United States
In 2001, the University of Pennsylvania School of Social Work released a study on CSEC conducted in 17 cities across the United States. While they did not interview any of the adolescent subjects of the inquiry, they estimated through secondary response that as many as 300,000 American youth may be at risk of commercial sexual exploitation at any time. However, the actual number of children involved in prostitution is likely to be much smaller: over 10 years only 827 cases a year have been reported to police departments. Scholarly research funded by the National Institute of Justice and realized by the Social Networks Research Group at John Jay College of Criminal Justice (http://snrg-nyc.org/) and the Center for Court Innovation in New York City used Respondent Driven Sampling (RDS), Social Network Analysis, capture/recapture, and Markov based probability estimates to generate a prevalence estimate for New York City that suggests far fewer commercially sexually exploited children than the 300,000 and far more than the 827 suggested by these two most widely read sources.
Especially vulnerable are homeless and runaways. The National Runaway Switchboard says that one-third of runaway youths in America will be lured into prostitution within 48 hours on the streets and Kristi House reports on their website that 75% of minors engaged in prostitution have a pimp (www.kristihouse.org). This view of adolescent prostitution in the United States as primarily driven by pimp-exploiters and other "sex traffickers" has recently been challenged by SNRG-NYC in their 2008 New York City study which interviewed over 300 under-age prostitutes and found that only 10% reported having pimps. A second study done in Atlantic City, New Jersey, by the same group incorporated an extended qualitative ethnographic component that looked specifically at the relationship between pimps and adolescents engaged with street based sex markets. This study found the percentage of adolescents who had pimps to be only 14% and that those relationships were typically far more complex, mutual, and companionate than has been reported by social service providers, not-for-profits, and much of the news media.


◆ What the task requires ◆
Lines that contain the string "Frequency" are the ones to list; copy all of them from the records.
++++ Task material ++++
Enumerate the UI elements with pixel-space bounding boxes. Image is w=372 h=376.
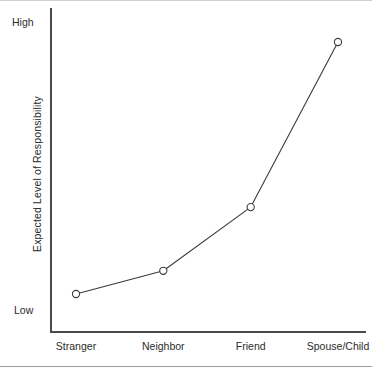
series-line-expected-level-of-responsibility xyxy=(76,42,338,294)
data-point-friend xyxy=(247,204,254,211)
x-tick-label-friend: Friend xyxy=(236,340,266,352)
x-tick-label-neighbor: Neighbor xyxy=(142,340,185,352)
plot-area xyxy=(0,0,372,376)
x-tick-label-spouse-child: Spouse/Child xyxy=(307,340,369,352)
data-point-stranger xyxy=(72,290,79,297)
chart-figure: High Low Expected Level of Responsibilit… xyxy=(0,0,372,376)
x-tick-label-stranger: Stranger xyxy=(56,340,96,352)
series-markers xyxy=(72,38,341,297)
data-point-spouse-child xyxy=(334,38,341,45)
data-point-neighbor xyxy=(160,267,167,274)
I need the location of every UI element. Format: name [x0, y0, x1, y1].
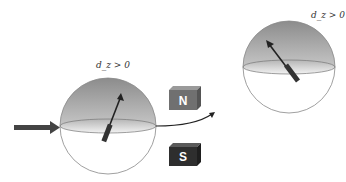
- right-bloch-sphere: [243, 21, 335, 113]
- north-magnet: N: [169, 86, 201, 110]
- svg-text:N: N: [179, 94, 188, 108]
- left-bloch-sphere: [60, 78, 156, 174]
- svg-text:S: S: [179, 150, 187, 164]
- stern-gerlach-diagram: N S: [0, 0, 346, 182]
- right-sphere-label: d_z > 0: [311, 10, 345, 20]
- south-magnet: S: [169, 143, 201, 166]
- deflected-beam: [156, 112, 215, 126]
- left-sphere-label: d_z > 0: [96, 60, 130, 70]
- incoming-arrow-icon: [14, 121, 60, 134]
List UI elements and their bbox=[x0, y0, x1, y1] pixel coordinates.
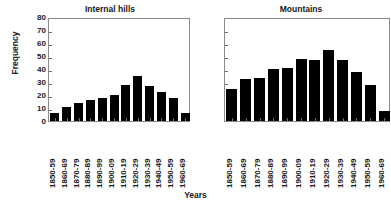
y-tick-label: 30 bbox=[37, 79, 46, 87]
x-tick-label: 1960-69 bbox=[179, 159, 187, 188]
x-tick-label: 1880-89 bbox=[267, 159, 275, 188]
plot-area-mountains bbox=[224, 18, 390, 122]
x-tick-label: 1930-39 bbox=[337, 159, 345, 188]
x-tick-mark bbox=[343, 118, 344, 121]
x-tick-label: 1870-79 bbox=[73, 159, 81, 188]
x-tick-label: 1910-19 bbox=[309, 159, 317, 188]
y-tick-label: 20 bbox=[37, 92, 46, 100]
panel-title-internal-hills: Internal hills bbox=[30, 4, 190, 14]
y-tick-mark bbox=[49, 71, 52, 72]
y-tick-label: 70 bbox=[37, 27, 46, 35]
x-tick-mark bbox=[67, 118, 68, 121]
bar bbox=[350, 72, 363, 121]
x-tick-mark bbox=[232, 118, 233, 121]
x-tick-label: 1920-29 bbox=[132, 159, 140, 188]
y-tick-mark bbox=[225, 71, 228, 72]
y-axis-title: Frequency bbox=[10, 13, 20, 93]
bar bbox=[144, 86, 155, 121]
panel-title-mountains: Mountains bbox=[212, 4, 390, 14]
x-tick-mark bbox=[114, 118, 115, 121]
x-tick-mark bbox=[185, 118, 186, 121]
x-tick-label: 1950-59 bbox=[364, 159, 372, 188]
bar bbox=[281, 68, 294, 121]
x-tick-mark bbox=[55, 118, 56, 121]
x-tick-mark bbox=[126, 118, 127, 121]
y-tick-mark bbox=[225, 45, 228, 46]
x-tick-mark bbox=[384, 118, 385, 121]
x-tick-label: 1920-29 bbox=[323, 159, 331, 188]
x-tick-label: 1890-99 bbox=[96, 159, 104, 188]
x-tick-label: 1900-09 bbox=[108, 159, 116, 188]
bar bbox=[253, 78, 266, 121]
x-tick-label: 1940-49 bbox=[155, 159, 163, 188]
y-tick-mark bbox=[49, 97, 52, 98]
y-tick-label: 80 bbox=[37, 14, 46, 22]
y-tick-mark bbox=[49, 84, 52, 85]
x-tick-mark bbox=[301, 118, 302, 121]
x-tick-mark bbox=[79, 118, 80, 121]
x-axis-labels-internal-hills: 1850-591860-691870-791880-891890-991900-… bbox=[48, 124, 190, 188]
bar bbox=[336, 60, 349, 121]
x-tick-mark bbox=[315, 118, 316, 121]
bar bbox=[364, 85, 377, 121]
bar bbox=[239, 79, 252, 121]
x-tick-label: 1870-79 bbox=[254, 159, 262, 188]
x-tick-mark bbox=[273, 118, 274, 121]
bar bbox=[308, 60, 321, 121]
x-tick-label: 1950-59 bbox=[167, 159, 175, 188]
bar bbox=[120, 85, 131, 121]
x-tick-mark bbox=[161, 118, 162, 121]
bar bbox=[225, 89, 238, 122]
x-tick-label: 1930-39 bbox=[144, 159, 152, 188]
x-tick-label: 1850-59 bbox=[49, 159, 57, 188]
x-tick-label: 1960-69 bbox=[378, 159, 386, 188]
y-tick-mark bbox=[225, 32, 228, 33]
y-tick-mark bbox=[225, 58, 228, 59]
x-tick-label: 1900-09 bbox=[295, 159, 303, 188]
x-tick-mark bbox=[329, 118, 330, 121]
bars-mountains bbox=[225, 19, 389, 121]
x-axis-labels-mountains: 1850-591860-691870-791880-891890-991900-… bbox=[224, 124, 390, 188]
y-tick-label: 40 bbox=[37, 66, 46, 74]
y-tick-label: 50 bbox=[37, 53, 46, 61]
x-tick-label: 1890-99 bbox=[281, 159, 289, 188]
y-axis-ticks-internal-hills: 01020304050607080 bbox=[30, 18, 48, 122]
x-tick-mark bbox=[287, 118, 288, 121]
x-tick-mark bbox=[173, 118, 174, 121]
y-tick-mark bbox=[49, 110, 52, 111]
x-tick-mark bbox=[246, 118, 247, 121]
x-tick-label: 1850-59 bbox=[226, 159, 234, 188]
y-tick-mark bbox=[225, 84, 228, 85]
bar bbox=[267, 69, 280, 121]
x-tick-label: 1860-69 bbox=[240, 159, 248, 188]
y-tick-mark bbox=[49, 45, 52, 46]
x-tick-mark bbox=[356, 118, 357, 121]
plot-area-internal-hills bbox=[48, 18, 190, 122]
x-tick-label: 1910-19 bbox=[120, 159, 128, 188]
x-tick-label: 1860-69 bbox=[61, 159, 69, 188]
x-tick-mark bbox=[90, 118, 91, 121]
bar bbox=[156, 92, 167, 121]
x-tick-mark bbox=[138, 118, 139, 121]
y-axis-ticks-mountains bbox=[212, 18, 224, 122]
bars-internal-hills bbox=[49, 19, 189, 121]
x-tick-mark bbox=[260, 118, 261, 121]
figure-histogram-panels: Frequency Internal hills 010203040506070… bbox=[0, 0, 391, 211]
x-tick-label: 1940-49 bbox=[350, 159, 358, 188]
bar bbox=[132, 76, 143, 122]
x-tick-label: 1880-89 bbox=[84, 159, 92, 188]
bar bbox=[295, 59, 308, 121]
y-tick-label: 0 bbox=[42, 118, 46, 126]
y-tick-mark bbox=[49, 32, 52, 33]
x-axis-title: Years bbox=[0, 190, 391, 200]
bar bbox=[322, 50, 335, 122]
x-tick-mark bbox=[150, 118, 151, 121]
y-tick-mark bbox=[49, 58, 52, 59]
x-tick-mark bbox=[102, 118, 103, 121]
y-tick-label: 10 bbox=[37, 105, 46, 113]
x-tick-mark bbox=[370, 118, 371, 121]
y-tick-label: 60 bbox=[37, 40, 46, 48]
++++
◆ Response to the exercise ◆
y-axis-title: Frequency bbox=[10, 13, 20, 93]
figure-histogram-panels: Frequency Internal hills 010203040506070… bbox=[0, 0, 391, 211]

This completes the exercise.